The lenders below work with borrowers at this credit level and offer competitive terms. Pre-qualify to see your personalized rates without impacting your credit score.
Let’s cut to it: a 750 credit score is very good. Not perfect, not excellent in the strictest FICO definition (that starts at 800), but solidly in the upper tier where lenders trip over themselves to approve you. About 25% of Americans have a score between 740 and 799, and this group gets treated well. You’re past the point where credit score is the bottleneck — at 750, the remaining factors that determine your rate are income, debt-to-income ratio, and the specific lender you choose.
Here’s what that means in dollar terms. The average personal loan interest rate sits at 12.26% as of March 2026. A 750-score borrower should land significantly below that — realistically 7% to 11% at the best lenders, depending on loan amount and term. On a $25,000 loan over 5 years, the difference between 12% (average borrower) and 8% (what you should get) saves you $2,800 in interest. That’s the concrete value of maintaining very good credit.
At this score, you qualify for essentially every personal loan product on the market.

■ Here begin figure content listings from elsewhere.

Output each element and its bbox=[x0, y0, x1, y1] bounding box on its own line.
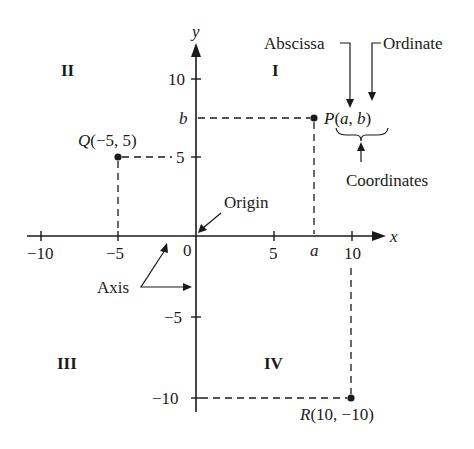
axis-arrowhead-icon bbox=[183, 283, 192, 291]
point-Q bbox=[114, 153, 172, 231]
quadrant-III-label: III bbox=[57, 354, 77, 373]
quadrant-II-label: II bbox=[61, 61, 75, 80]
point-R-dot bbox=[347, 394, 354, 401]
point-P-dot bbox=[310, 114, 317, 121]
x-tick-label: −5 bbox=[106, 244, 124, 263]
origin-label: Origin bbox=[224, 193, 269, 212]
y-tick-b-label: b bbox=[179, 109, 188, 128]
x-axis bbox=[27, 231, 386, 241]
origin-zero-label: 0 bbox=[183, 241, 192, 260]
x-tick-label: −10 bbox=[27, 244, 54, 263]
coordinate-plane-diagram: x y 0 −10 −5 5 10 a 10 5 −5 −10 b II I I… bbox=[0, 0, 474, 449]
point-R bbox=[201, 268, 355, 402]
point-Q-label: Q(−5, 5) bbox=[78, 131, 137, 150]
x-tick-label: 10 bbox=[344, 244, 361, 263]
x-tick-label: 5 bbox=[269, 244, 278, 263]
y-tick-label: 5 bbox=[176, 148, 185, 167]
y-tick-label: −10 bbox=[152, 389, 179, 408]
abscissa-arrowhead-icon bbox=[346, 99, 354, 108]
axis-pointers bbox=[141, 250, 184, 287]
axis-arrowhead-icon bbox=[160, 243, 168, 253]
coordinates-arrowhead-icon bbox=[357, 142, 365, 151]
origin-pointer bbox=[203, 213, 221, 228]
y-tick-label: −5 bbox=[164, 308, 182, 327]
point-R-label: R(10, −10) bbox=[299, 405, 374, 424]
y-tick-label: 10 bbox=[168, 70, 185, 89]
axis-label: Axis bbox=[97, 278, 129, 297]
x-axis-arrowhead-icon bbox=[372, 231, 386, 241]
x-axis-label: x bbox=[389, 227, 398, 246]
y-axis-label: y bbox=[190, 22, 200, 41]
y-axis-arrowhead-icon bbox=[191, 43, 201, 57]
abscissa-label: Abscissa bbox=[264, 34, 325, 53]
coordinates-brace-icon bbox=[336, 128, 388, 141]
point-P bbox=[198, 114, 318, 234]
ordinate-pointer bbox=[372, 43, 381, 93]
diagram-canvas: x y 0 −10 −5 5 10 a 10 5 −5 −10 b II I I… bbox=[0, 0, 474, 449]
ordinate-arrowhead-icon bbox=[368, 92, 376, 101]
x-tick-a-label: a bbox=[310, 241, 319, 260]
quadrant-I-label: I bbox=[272, 61, 279, 80]
ordinate-label: Ordinate bbox=[383, 34, 442, 53]
point-Q-dot bbox=[114, 153, 121, 160]
y-axis bbox=[191, 43, 201, 412]
coordinates-label: Coordinates bbox=[346, 171, 428, 190]
quadrant-IV-label: IV bbox=[264, 354, 284, 373]
abscissa-pointer bbox=[340, 43, 350, 100]
point-P-label: P(a, b) bbox=[323, 109, 371, 128]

Fee-free lenders like LightStream and SoFi will compete for your business. Traditional banks will offer favorable terms. Credit unions will roll out the welcome mat. The question isn’t whether you can get a loan — it’s which of the many options gives you the best deal. And the answer, frustratingly, is “it depends on your specific numbers.” Which is why pre-qualifying with multiple lenders matters more at this credit level than any other.
At 750, your credit score isn’t the bottleneck — income, DTI, and lender choice determine your final rate.
LightStream is the default recommendation for 750+ borrowers, and the data backs it up. Credible’s marketplace data shows LightStream delivered the lowest average rates for borrowers with good, very good, and excellent credit among all partner lenders. APRs start at 6.49% with autopay, no origination fee, no late fees, no prepayment penalty. Loans up to $100,000 with terms up to 144 months for certain purposes. The Rate Beat Program guarantees LightStream will undercut any competing approved offer by 0.10 percentage points. The catch: no soft-pull pre-qualification on their site (use Credible or NerdWallet for that), and the $5,000 minimum locks out small borrowers.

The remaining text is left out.